First you see and then you hit

Arvind Passey

Arvind Passey
Editor- Education Post


Those who teach in colleges and universities will probably wonder what seeing and hitting has to do with teaching. A lot, let me add here, because good education is all about first learning to see what others cannot even see and then learning to hit what no one else can hit. You may also club this under talent.

Talent, lets admit, is not the domain of a privileged few. It is there for anyone to reach out, understand, grasp, and then use… and there is no secret formula for developing talent. All one needs is plain hard work. Even Emile Zola has written: ‘The artist is nothing without the gift, but the gift is nothing without work.’ But then, even a mule slogs his entire life and yet does not get to win any national award for being the most hard-working animal. This is because there is a lot more to nurturing talent than plain hard work.

Is it necessary to identify talent at an early age? Well, not really… and I say this because though an early discovery of your talent helps, it is never too late to find what you do best. By the way, when I talk about discovering talent I do not mean just music, art, photography, writing, cooking, athletics, or any of the other sports but nearly every other thing that you can think of. For instance, one can have a knack for calming people down and helping them with their anxieties or one can even find making the elderly and the not-so-tech-savvy people around feel comfortable with using gadgets. Believe me, every time you are able to do something better than the way others do you’ll be seeing ways that no one else sees and you’ll be knowing who and where and when to take actions that make life easier for someone.

Never even once must any of us assume that we have not been sent here without something exceptional… so yes, we all have talent, though many of us spend our entire life without bothering to identify it. I’d say, it is far better to discover your talent late in life than resigning to the fact that you have nothing to contribute other than the mundane activities of earning a living. We all know of doctors who embraced acting, engineers who wrote best-sellers, architects who entered social activism, and a number of those living an ordinary life who began their journey into the world of leadership trainers.

Identifying your talent and then harnessing it to earn more money or become powerful or win awards may not always be possible… but then even one smile of someone who has benefitted because of you and your attention is enough, isn’t it?

Thos who have understood the significance of talent know that the path begins with passion. I believe if one does whatever one is doing, with passion, the probability of one passionate encounter with another will finally lead one to that point where one will be able to identify that one passion out of many that is one’s life calling. It is only once this stage has been reached that the more difficult stages reveal themselves. Talent is not something that one can simply pick and pursue. Talent is a fussy one and reveals itself only once a person displays a consistent love for passionately doing even mundane chores.

One can start in this search for talent any time. This, I believe, is what our educational institutes must aim for… making students believe in themselves. Belief that some talent is lurking within waiting to be discovered is a great motivation and awakening this fire is what can and must start at the school and college level. Well, even at home, because parents can also lead by example. It is good to remember Pablo Neruda’s line: ‘As if you were on fire from within. / The moon lives in the lining of your skin.’ So yes, one does not need to travel far to unearth one talent.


● Work to be completed
For each line of the data below, test for "will". Report only the number of lines that pass.

● Materials provided
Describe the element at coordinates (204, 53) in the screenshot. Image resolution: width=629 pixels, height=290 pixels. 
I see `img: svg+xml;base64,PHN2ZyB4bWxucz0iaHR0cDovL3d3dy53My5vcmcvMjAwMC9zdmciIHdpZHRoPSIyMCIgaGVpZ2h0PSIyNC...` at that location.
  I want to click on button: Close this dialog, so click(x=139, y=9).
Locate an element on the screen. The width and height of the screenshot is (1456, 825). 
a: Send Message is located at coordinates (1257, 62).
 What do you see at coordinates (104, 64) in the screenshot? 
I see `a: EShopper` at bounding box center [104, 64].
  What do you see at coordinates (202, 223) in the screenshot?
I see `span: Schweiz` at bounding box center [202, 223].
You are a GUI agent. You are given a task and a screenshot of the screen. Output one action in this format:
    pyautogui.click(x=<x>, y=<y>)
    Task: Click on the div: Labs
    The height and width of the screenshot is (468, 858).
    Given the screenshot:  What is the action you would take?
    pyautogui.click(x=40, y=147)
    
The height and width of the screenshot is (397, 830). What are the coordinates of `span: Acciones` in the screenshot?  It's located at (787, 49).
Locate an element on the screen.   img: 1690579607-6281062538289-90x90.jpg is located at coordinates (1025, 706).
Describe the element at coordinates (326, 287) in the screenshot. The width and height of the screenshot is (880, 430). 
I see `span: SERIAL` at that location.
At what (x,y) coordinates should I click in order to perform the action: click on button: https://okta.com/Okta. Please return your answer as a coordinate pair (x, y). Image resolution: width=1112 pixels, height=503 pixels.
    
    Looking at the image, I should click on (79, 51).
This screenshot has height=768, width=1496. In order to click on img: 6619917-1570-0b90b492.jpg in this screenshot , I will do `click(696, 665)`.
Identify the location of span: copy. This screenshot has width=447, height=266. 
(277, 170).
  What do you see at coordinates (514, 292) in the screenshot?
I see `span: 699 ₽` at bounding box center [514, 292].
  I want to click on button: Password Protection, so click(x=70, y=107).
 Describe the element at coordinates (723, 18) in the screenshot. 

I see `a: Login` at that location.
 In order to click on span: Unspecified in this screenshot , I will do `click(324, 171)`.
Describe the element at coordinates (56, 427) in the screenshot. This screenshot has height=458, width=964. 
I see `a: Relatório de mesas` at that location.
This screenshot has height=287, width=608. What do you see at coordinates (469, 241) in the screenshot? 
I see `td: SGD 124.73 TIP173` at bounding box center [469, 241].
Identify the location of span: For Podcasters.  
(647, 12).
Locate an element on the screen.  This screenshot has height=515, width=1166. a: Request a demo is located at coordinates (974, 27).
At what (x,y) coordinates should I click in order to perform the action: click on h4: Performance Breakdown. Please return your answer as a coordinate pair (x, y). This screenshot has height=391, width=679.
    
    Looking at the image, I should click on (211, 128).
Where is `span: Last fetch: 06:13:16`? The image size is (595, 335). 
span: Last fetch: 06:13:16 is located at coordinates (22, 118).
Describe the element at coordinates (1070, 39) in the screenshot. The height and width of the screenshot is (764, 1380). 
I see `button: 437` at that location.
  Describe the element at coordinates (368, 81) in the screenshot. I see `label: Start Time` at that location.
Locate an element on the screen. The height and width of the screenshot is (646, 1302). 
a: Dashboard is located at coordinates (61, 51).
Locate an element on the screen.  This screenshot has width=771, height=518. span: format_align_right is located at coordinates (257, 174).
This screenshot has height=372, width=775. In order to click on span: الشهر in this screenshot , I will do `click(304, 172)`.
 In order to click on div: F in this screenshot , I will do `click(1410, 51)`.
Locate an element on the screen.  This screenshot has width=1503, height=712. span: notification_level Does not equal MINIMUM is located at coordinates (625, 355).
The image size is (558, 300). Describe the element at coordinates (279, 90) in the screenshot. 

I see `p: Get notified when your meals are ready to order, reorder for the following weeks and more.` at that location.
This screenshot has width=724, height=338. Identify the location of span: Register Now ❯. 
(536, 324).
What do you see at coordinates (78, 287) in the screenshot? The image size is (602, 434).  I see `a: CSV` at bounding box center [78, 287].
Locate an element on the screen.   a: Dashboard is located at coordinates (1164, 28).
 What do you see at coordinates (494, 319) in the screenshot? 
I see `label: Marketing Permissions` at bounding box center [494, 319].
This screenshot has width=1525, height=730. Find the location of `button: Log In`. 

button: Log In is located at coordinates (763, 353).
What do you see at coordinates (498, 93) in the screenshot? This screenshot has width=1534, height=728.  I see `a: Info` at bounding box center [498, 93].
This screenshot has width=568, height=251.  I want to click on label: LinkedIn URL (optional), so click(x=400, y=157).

● Result of the task
4